Freedom for Eurasia is publishing a letter from Akylbek Muratbai (Muratov), a Karakalpak human rights activist, which was intended to be presented on October 9, 2024, during a side event focused on repression in Karakalpakstan. This event was organized by Freedom for Eurasia as part of the OSCE Warsaw Human Dimension Conference. Akylbek Muratbai (Muratov) was detained in Kazakhstan at Uzbekistan’s request, facing charges related to reposting a speech by Koshkarbay Toremuratov delivered at the 2023 OSCE Warsaw Human Dimension Conference. Regrettably, the letter from the Kazakhstani pre-trial detention center arrived late. It’s now been eight months since Akylbek’s detention.
Below is Akylbek’s letter in English.
Hello everyone!
I don’t know and I’m not sure that my letter will reach and be read before you, but I’m writing nevertheless. However, just as before years ago, we Karakalpaks are trying to inform the world community about our difficult situation, but often it seems as if our voices do not reach the addressees.
Everything is fine with me. I have been sitting in a Kazakhstan’s pre-trial detention center for 8 months, and I don’t know how long I will stay here. Uzbekistan is seeking my extradition, and Kazakhstan has already denied me asylum.
I am fighting and trying to challenge this denial of refugee status.
In my cell I spend my time reading and providing legal assistance to other detainees.
Apart from the lack of walks I do not complain about anything, as I know that things are much worse for Karakalpak activists arrested in Uzbekistan – torture is often used there, is murder possible? I would like to elaborate on this point.
In a week it will be 8 months from the day Alexei Navalny was murdered in a Russian prison by Putin’s regime. And I am sure that in some number of weeks or months already in an Uzbek prison the Mirziyoyev’s regime will kill Dauletmurat Tazhimuratov. I am not speculating or writing about this as one of many likely outcomes – I am convinced of it. The Uzbek authorities are seeking the death of the Karakalpak human rights activist. All the more so the latest report on his state of health confirms my fears.
Alexei Navalny’s death has had virtually no effect on the Russian regime, nor has it caused any damage to Putin and his entourage. Moreover, Alexei’s friends and associates, unfortunately, have been waging a war of kompromat among themselves since the death of their leader and discrediting each other with mutual accusations. Therefore, it can be said that Vladimir Putin has only benefited from Navalny’s assassination in prison.
All this combined pushes the Mirziyoev regime to kill the national hero of the Karakalpaks in an Uzbek prison.
If the death in custody of the Kremlin’s main adversary had no effect on the Russian government and even strengthened it, what can we say about Uzbekistan, which is on the relative periphery of the world community’s attention.
Therefore, international human rights activists and governments of democratic countries should more often and more loudly raise questions about human rights violations in the Republic of Karakalpakstan and the fate of Dauletmurat Tazhimuratov in particular. Tazhimuratov and other political activists should be immediately released, and the Uzbek authorities should stop repression and start a real and open dialog with the Karakalpaks.
Now the Mirziyoyev regime on its side is completely closed for dialog with the civil community of Karakalpakstan and uses only the language of arrests, torture and killings of Karakalpaks. If Dauletmurat Tazhimuratov dies in prison, the Karakalpaks (many or even most of them) who are now ready to communicate with Tashkent will also close down and turn to more radical methods of fighting for their rights.
The Karakalpaks will never forgive or forget Tazhimuratov’s death. In the next generations for sure. And this will undoubtedly affect stability and security in the entire Central Asian region.
Therefore, I once again urge the Uzbek authorities to release Dauletmurat Tazhimuratov and other political prisoners, including me, and start a dialog about the future of Karakalpakstan and the rights of Karakalpaks. It is better late now than never in the future.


#### [Your objective]
Every line in the entries that holds "components" should be identified and copied.

#### [Data provided]
##########
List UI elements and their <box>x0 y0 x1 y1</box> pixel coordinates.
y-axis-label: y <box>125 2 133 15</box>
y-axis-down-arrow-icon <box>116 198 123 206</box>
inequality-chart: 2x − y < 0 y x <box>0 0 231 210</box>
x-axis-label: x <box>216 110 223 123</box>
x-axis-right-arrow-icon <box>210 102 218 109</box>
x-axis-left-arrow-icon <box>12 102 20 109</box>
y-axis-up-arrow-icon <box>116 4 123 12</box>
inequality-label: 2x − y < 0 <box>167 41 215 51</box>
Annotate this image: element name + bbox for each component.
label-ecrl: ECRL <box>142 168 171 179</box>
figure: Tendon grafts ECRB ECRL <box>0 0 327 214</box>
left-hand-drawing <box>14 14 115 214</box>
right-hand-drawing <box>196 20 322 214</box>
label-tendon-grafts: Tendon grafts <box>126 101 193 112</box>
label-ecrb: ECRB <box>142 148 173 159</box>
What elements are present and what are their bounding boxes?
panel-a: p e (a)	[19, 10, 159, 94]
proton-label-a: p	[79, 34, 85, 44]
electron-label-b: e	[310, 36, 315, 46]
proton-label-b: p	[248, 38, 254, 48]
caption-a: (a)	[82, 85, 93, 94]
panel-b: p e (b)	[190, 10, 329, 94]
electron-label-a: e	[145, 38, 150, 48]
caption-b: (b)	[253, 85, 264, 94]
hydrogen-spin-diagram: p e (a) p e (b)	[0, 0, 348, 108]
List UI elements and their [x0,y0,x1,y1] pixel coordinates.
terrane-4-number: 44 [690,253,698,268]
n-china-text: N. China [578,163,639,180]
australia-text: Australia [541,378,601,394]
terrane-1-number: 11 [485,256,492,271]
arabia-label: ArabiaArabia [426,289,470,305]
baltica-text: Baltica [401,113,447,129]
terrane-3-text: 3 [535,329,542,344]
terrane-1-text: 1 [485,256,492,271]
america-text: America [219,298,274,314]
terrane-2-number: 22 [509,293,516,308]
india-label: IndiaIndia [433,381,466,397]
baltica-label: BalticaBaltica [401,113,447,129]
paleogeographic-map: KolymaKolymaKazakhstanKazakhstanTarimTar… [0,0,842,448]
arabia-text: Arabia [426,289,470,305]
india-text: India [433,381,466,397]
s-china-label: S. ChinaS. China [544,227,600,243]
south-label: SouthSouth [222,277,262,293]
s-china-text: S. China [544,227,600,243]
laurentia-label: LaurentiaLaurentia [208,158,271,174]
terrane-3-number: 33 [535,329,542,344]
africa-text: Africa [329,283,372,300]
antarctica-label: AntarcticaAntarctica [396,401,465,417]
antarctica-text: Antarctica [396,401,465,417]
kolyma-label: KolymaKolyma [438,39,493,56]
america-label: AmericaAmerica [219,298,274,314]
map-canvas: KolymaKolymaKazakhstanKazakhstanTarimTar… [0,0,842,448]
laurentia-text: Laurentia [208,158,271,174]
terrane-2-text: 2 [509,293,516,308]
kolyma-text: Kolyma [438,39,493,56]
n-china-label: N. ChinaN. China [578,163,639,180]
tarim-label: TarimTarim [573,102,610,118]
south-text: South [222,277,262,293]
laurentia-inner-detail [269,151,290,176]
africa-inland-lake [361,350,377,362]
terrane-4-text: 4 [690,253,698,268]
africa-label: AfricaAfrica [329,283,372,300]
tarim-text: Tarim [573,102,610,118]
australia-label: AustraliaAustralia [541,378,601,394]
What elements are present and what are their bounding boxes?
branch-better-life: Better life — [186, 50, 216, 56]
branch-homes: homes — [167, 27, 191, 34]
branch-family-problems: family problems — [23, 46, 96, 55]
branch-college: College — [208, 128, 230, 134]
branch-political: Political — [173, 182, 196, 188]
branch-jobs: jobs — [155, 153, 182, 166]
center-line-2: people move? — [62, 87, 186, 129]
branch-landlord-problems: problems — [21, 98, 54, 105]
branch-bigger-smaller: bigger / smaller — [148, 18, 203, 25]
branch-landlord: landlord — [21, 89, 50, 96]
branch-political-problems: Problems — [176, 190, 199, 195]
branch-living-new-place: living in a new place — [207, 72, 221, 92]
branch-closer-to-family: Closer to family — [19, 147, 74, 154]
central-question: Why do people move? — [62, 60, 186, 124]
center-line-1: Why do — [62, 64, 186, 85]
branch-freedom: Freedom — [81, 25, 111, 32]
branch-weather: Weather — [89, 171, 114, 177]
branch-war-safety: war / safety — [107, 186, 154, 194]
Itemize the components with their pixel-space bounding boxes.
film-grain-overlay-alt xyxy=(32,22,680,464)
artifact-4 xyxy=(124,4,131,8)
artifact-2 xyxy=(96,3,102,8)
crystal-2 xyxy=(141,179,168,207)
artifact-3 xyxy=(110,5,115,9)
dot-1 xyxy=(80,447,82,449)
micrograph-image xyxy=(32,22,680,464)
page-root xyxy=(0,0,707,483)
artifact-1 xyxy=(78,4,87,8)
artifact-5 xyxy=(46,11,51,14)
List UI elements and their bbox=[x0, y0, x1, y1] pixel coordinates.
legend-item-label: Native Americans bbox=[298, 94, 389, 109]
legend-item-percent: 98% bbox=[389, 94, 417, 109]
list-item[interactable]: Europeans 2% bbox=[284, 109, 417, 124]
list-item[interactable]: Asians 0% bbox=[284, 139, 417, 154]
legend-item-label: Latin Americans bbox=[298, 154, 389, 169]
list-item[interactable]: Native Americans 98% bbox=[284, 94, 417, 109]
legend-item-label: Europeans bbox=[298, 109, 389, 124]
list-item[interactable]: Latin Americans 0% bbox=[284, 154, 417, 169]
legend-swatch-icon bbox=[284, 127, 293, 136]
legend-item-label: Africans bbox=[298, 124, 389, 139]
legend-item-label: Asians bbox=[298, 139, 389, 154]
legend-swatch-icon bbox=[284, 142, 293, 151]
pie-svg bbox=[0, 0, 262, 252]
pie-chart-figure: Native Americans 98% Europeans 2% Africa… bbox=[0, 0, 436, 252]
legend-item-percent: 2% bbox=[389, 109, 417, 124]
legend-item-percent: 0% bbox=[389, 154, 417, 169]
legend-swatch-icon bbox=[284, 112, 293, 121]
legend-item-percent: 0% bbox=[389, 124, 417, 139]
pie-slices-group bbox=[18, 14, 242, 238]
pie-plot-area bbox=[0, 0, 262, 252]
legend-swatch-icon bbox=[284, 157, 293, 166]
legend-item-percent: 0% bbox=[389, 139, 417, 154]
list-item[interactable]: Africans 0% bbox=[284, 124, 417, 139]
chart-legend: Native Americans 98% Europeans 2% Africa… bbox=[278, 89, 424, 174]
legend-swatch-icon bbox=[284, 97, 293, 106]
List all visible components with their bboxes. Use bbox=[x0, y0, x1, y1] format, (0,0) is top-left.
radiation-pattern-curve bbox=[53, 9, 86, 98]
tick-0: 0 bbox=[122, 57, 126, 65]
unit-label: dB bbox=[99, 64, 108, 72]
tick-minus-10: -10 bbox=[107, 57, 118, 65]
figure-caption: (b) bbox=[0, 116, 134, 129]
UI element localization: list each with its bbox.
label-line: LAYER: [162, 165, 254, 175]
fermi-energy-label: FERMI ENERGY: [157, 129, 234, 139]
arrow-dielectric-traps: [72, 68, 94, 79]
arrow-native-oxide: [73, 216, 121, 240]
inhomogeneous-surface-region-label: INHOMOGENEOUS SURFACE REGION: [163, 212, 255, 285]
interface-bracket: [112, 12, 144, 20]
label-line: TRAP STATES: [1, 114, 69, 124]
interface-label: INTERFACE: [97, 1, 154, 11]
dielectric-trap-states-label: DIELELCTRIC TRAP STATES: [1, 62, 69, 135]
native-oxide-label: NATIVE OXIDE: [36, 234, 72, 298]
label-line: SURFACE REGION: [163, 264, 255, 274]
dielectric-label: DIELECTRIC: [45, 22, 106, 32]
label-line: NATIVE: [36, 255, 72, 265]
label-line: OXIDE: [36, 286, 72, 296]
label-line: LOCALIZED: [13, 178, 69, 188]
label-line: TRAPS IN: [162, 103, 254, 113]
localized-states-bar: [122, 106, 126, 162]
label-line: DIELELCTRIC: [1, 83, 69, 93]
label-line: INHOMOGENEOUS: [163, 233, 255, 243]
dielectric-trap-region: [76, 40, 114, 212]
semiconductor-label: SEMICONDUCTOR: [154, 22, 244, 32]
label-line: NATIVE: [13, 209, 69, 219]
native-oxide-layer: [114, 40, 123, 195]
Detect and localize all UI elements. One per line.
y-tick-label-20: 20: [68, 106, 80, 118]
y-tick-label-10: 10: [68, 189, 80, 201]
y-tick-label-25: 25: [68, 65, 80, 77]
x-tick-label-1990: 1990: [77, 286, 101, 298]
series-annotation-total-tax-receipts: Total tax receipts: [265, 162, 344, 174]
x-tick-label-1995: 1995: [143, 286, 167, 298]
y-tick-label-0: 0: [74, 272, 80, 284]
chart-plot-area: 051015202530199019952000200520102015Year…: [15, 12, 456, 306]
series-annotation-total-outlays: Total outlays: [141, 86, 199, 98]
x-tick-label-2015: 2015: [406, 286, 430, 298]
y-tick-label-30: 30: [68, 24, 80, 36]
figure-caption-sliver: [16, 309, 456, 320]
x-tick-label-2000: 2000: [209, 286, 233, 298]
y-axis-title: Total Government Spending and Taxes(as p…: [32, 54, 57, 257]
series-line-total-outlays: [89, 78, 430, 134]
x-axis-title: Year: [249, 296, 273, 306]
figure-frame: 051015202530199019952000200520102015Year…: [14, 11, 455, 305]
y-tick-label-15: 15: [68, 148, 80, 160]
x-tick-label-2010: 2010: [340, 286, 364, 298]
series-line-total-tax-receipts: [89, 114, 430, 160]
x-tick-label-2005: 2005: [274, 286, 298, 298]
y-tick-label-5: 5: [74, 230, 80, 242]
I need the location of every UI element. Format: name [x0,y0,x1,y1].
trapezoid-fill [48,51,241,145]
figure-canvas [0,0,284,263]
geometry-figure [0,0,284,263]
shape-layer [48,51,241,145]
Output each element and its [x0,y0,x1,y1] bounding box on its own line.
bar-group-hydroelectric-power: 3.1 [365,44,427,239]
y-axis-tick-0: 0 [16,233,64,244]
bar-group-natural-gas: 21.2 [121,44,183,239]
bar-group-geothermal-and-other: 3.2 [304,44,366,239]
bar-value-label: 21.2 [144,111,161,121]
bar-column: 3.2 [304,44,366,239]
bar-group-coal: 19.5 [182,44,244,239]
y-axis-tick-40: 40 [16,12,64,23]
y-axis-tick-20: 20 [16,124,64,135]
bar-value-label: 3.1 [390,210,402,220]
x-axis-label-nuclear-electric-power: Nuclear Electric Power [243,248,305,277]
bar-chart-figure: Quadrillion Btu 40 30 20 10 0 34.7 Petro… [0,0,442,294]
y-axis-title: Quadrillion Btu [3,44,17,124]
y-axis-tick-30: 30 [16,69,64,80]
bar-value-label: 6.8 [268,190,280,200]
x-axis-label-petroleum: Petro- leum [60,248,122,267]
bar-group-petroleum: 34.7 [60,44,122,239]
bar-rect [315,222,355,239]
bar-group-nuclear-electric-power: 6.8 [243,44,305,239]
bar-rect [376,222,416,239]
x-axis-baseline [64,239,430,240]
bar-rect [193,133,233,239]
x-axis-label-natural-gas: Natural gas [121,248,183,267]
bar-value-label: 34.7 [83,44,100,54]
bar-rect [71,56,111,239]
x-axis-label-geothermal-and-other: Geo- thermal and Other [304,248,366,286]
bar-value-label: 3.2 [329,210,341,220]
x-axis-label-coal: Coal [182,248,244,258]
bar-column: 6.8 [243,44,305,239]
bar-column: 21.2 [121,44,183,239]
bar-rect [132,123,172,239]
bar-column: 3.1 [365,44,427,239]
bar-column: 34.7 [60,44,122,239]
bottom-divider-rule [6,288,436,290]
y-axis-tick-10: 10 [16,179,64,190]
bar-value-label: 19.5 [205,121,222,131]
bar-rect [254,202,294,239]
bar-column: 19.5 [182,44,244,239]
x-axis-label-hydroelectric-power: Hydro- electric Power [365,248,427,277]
##########
#### [Answer space]
Itemize the components with their pixel-space bounding boxes.
List all visible components with their bboxes. Use bbox=[x0, y0, x1, y1] format, (0,0) is top-left.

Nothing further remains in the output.